How far can one go with photo editing?
Today I have decided to focus on a topic which probably lots of you wouldn’t be essentially interested in. However, I think that those of you who follow big travel accounts on Instagram should read the article.
A few weeks back I started to be irritated by a particular editing style big Insta accounts used. If any of you remember I refer to the orange haze over a photo. It was a new editing trend and sadly most accounts had used it, so in the end my Insta feed looked like an orange (yep, the fruit).
At that time I was even thinking to record an IG Story about it luckily one great Irish photographer was quicker than me. I was really glad that someone more experienced with photography and editing itself has noticed this terrible trend.
Mark has also expressed an opinion in the comments that a photo should be edited individually and not based on what’s trending at the moment. I completely agree with such. This brings me to a current style which irritates me and that’s presets.
A preset is a file usually in a program like Photoshop or Lightroom which you create and this file contains exact editing settings. Simply once you create a preset and save it you can upload it over any photo. It’s basically a filter which you create yourself. Or you can download presets from the internet (lots of big accounts offer their presets for a small charge).
There are countless accounts working exactly like this. Some of them I follow but just because the photo isn’t completely out of its original. On the other hand lots of accounts are using only four presets – spring, summer, autumn and winter. Go and check your favourite accounts and for sure you will notice that they have about ten to fifteen pictures in a row with the same colours. It’s not that obvious on some photos (usually summer and winter editions as blue and white are already a part of the original file). Autumn is much worse – the photo is either morbid without shooting the original photo during a cloudy day or the photo is orange. This time we talk about real orange (the colour, not the fruit).
You probably don’t think about presets when looking at an edited photos and it’s more like “Woa it’s beautiful over there!”. Recently I had an opportunity to see a few before and after and it’s a pity that there’s not a single colour brought from the original to its edited self.
So I’m asking – how far photo editing will go? What will be the next Insta edit trend? Are we so obsessed with likes and perfection that we are erasing the original?
Photography and editing afterwards is for sure a craft but mostly art. I believe that everyone who takes photos is an artist and with their photos and editing they are trying to express themselves. However I do wonder what does a photographer trying to express with twenty photos edited completely the same way? Those photos may look nice but the originality of each photo is killed let alone the location.
Personally, lately I have jumped on the IG theme train to make my look IG feed a bit organised when it comes to colours. However I do not use any presets nor filters. I edit every photo independently of the rest and then I choose three photos with same/similar colours and create a row on my IG. I can’t possible imagine to edit all photos from the same shoot exactly the same and therefore killing their own individuality and originality.
If you are interested – here is my Instagram. At the moment I share mostly photos from articles here however there will be more wide content coming up soon.
The cover photo is mine – from my Garmisch-Partenkirchen trip. It is also the only photo I have ever edited that heavily so you can clearly see the difference between before and after. It is probably also the only photo where I used a colour which you cannot find in the original (orange clouds .. uh, orange again).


§ **PROBLEM TO SOLVE**
Scan the entries that follow for the word "tick", then report every line in which it appears.
╭─ INFORMATION PROVIDED
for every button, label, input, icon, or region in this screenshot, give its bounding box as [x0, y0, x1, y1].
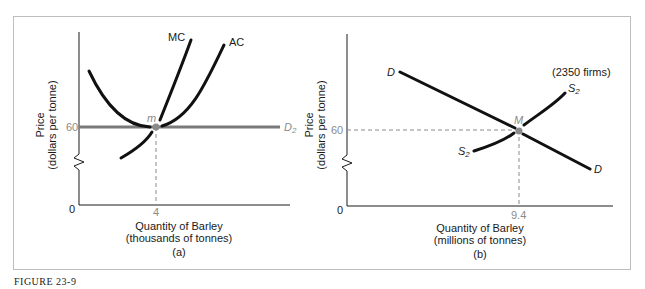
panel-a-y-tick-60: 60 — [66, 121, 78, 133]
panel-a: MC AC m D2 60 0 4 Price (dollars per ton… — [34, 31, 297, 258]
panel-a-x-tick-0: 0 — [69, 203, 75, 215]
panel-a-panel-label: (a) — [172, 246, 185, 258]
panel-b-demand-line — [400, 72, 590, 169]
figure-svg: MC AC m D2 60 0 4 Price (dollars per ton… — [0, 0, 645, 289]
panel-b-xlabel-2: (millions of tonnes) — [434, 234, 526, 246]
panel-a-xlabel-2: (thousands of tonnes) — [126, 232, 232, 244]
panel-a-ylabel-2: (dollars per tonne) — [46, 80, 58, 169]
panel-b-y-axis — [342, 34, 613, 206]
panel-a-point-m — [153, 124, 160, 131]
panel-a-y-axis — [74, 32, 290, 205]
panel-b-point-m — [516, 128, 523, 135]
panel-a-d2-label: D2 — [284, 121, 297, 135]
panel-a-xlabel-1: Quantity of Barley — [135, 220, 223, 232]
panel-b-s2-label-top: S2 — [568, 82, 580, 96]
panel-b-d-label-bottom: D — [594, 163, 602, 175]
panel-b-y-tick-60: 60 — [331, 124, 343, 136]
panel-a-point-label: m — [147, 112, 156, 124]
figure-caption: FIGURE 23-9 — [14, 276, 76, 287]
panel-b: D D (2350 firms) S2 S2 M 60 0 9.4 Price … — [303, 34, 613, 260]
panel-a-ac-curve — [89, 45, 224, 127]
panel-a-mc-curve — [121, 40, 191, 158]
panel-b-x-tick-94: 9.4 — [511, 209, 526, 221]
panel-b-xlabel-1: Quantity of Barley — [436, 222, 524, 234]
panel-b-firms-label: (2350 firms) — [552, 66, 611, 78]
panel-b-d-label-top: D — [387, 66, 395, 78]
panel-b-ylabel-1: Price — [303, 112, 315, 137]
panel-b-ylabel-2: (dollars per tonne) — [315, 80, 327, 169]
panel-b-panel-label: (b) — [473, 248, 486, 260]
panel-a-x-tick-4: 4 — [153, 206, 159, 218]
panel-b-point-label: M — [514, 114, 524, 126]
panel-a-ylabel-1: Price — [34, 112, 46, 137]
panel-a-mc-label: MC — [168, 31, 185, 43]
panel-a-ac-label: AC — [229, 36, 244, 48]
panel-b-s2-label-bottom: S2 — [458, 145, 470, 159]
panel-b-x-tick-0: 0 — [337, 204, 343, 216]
╰─
§ **RESULT BELOW**
panel-a-y-tick-60: 60 — [66, 121, 78, 133]
panel-a-x-tick-0: 0 — [69, 203, 75, 215]
panel-b-y-tick-60: 60 — [331, 124, 343, 136]
panel-b-x-tick-94: 9.4 — [511, 209, 526, 221]
panel-a-x-tick-4: 4 — [153, 206, 159, 218]
panel-b-x-tick-0: 0 — [337, 204, 343, 216]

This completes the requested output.